ABSTRACT

The work of Piaget has dominated the psychology of intellectual development for several decades. There is not the space here to go into details concerning his work. The important thing to note is that his description of the thinking of (young) children is mainly in terms of their incompetence; of how, that is, they cannot yet reason. The major characteristic of young children’s thinking, according to Piaget, is that they are unable to ‘decentre’, that is they focus on a limited aspect of an object or situation, resulting in false conclusions or ‘illogical’ thinking. Just a few examples must suffice to illustrate this. The young child cannot put himself at the point of view of another person when it is different from his own: he ‘centres’ on his own point of view. If the shape of some malleable substance is changed, (if a ball of clay, for example, is rolled into a sausage shape) a young child believes the quantity has either increased or decreased. He does so because he centres either on the increase in length and ignores the decrease in width or vice versa. Young children generally centre on similarities between objects and ignore dissimilarities. Piaget’s example is of a child who, on a walk, saw first one slug and then another slug and concluded they were the same slug. Conversely and paradoxically, a child may sometimes centre on dissimilarities and ignore similarities. This leads him to conclude, for example, that there are several suns because he has seen the sun in different places. This account of young children’s thinking is in terms of incompetence; of what they cannot yet understand; of how they cannot yet think. It creates a problem for those concerned with the education of young children, when their traditional wisdom has been that it is

important to start with what a child can do and understand; with his competencies rather than his incompetencies.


- **TASK REQUIREMENTS**
Write the data out again exactly, dropping any images it holds.

- **RECORDS FOR THIS EXERCISE**
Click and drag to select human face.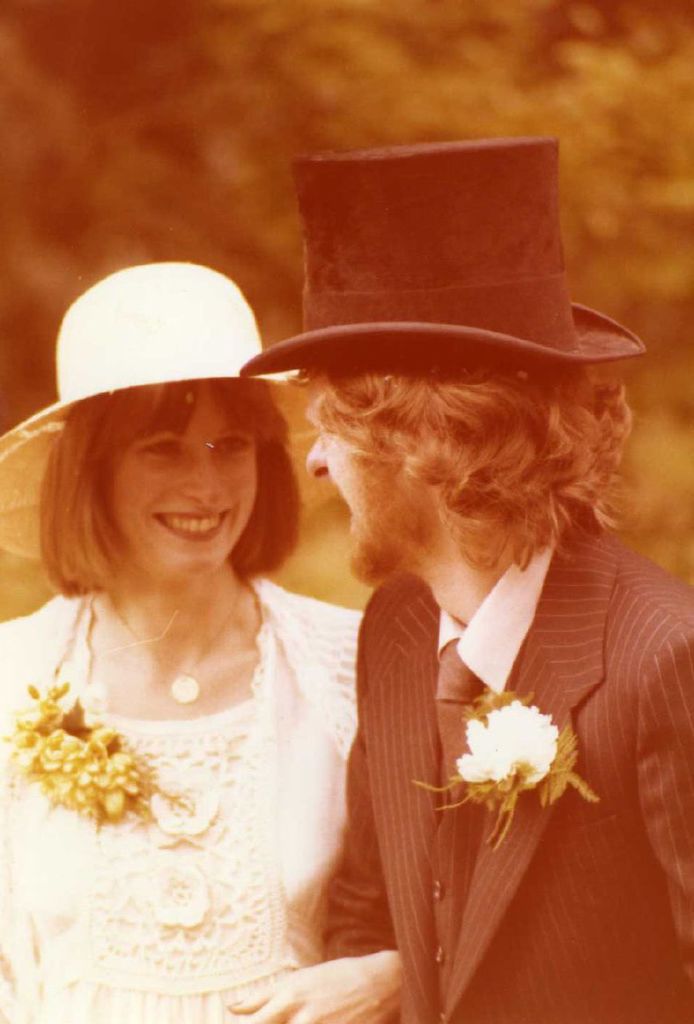
Selection: x1=308 y1=434 x2=415 y2=578.
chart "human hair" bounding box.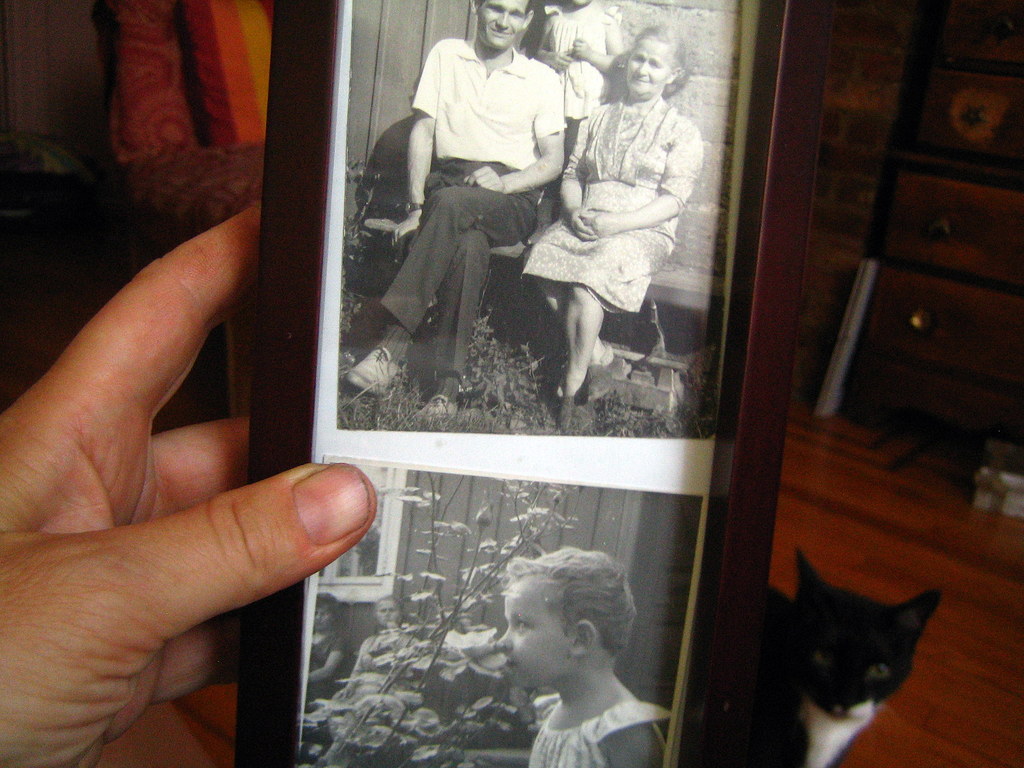
Charted: <box>493,547,650,707</box>.
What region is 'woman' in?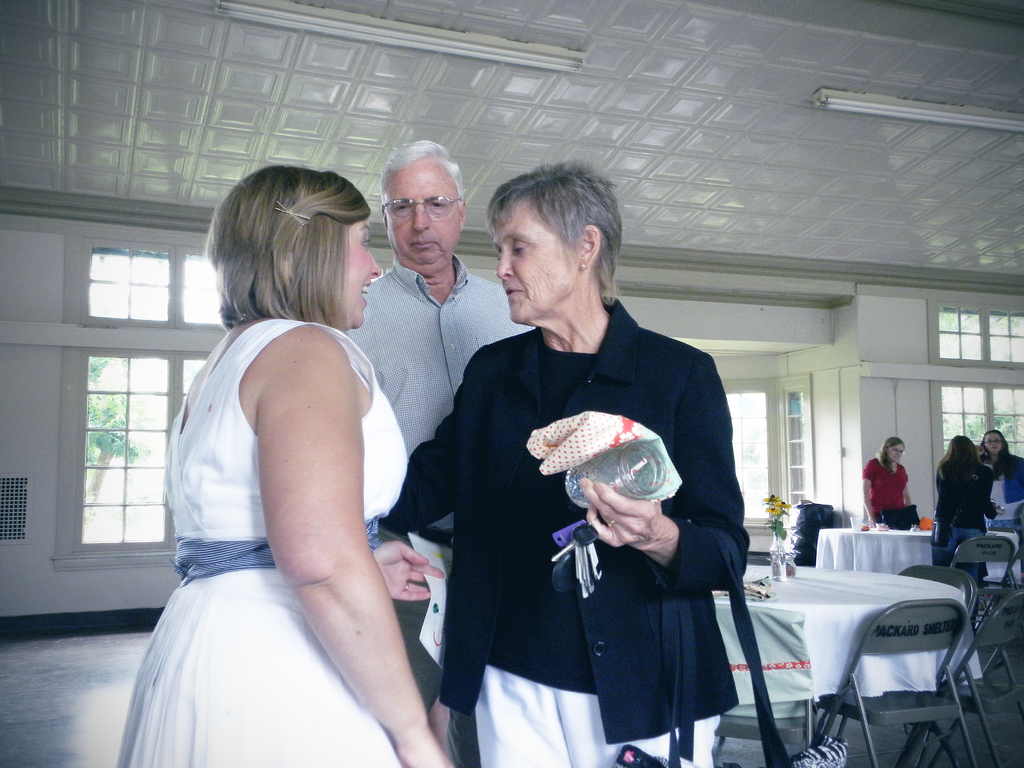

- **EXERCISE OUTPUT**
Click and drag to select human face.
Selection: x1=308 y1=434 x2=415 y2=578.
chart "human hair" bounding box.
Charted: <box>493,547,650,707</box>.
What region is 'woman' in?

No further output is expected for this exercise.